Why Not Build Your Own?
You absolutely can. Vercel's Satori library is open source and the rendering pipeline is well-documented. But building your own means:
- Setting up a serverless function or dedicated endpoint
- Installing and configuring Satori + resvg (or a headless browser)
- Designing templates from scratch
- Handling font loading, caching, and error cases
- Maintaining the infrastructure over time
For most developers, the 4-8 hours of setup time is not worth it when an API handles everything for $9/mo. If you have specific design requirements that go beyond parameter-based templates, building your own makes sense. For standard blog OG images, an API is the pragmatic choice.
Start generating OG images automatically
Try the free tier right now. No signup, no API key, no credit card. Just a URL.

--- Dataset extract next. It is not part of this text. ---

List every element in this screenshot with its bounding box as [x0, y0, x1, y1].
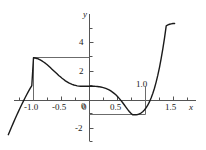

Open the playground →Conclusion
Generating OG images automatically removes a tedious, repetitive task from your publishing workflow. Instead of opening Figma every time you write a blog post, you define the image as code and let the API render it on demand.
The setup takes less than five minutes for any framework. Next.js, Astro, Hugo—the pattern is always the same: build a URL from your page title, set it as the og:image meta tag, done. Every new post gets a branded social preview card without any manual work.
Start with the free tier (50 images/day), and upgrade to Pro when you need to remove the watermark or increase volume.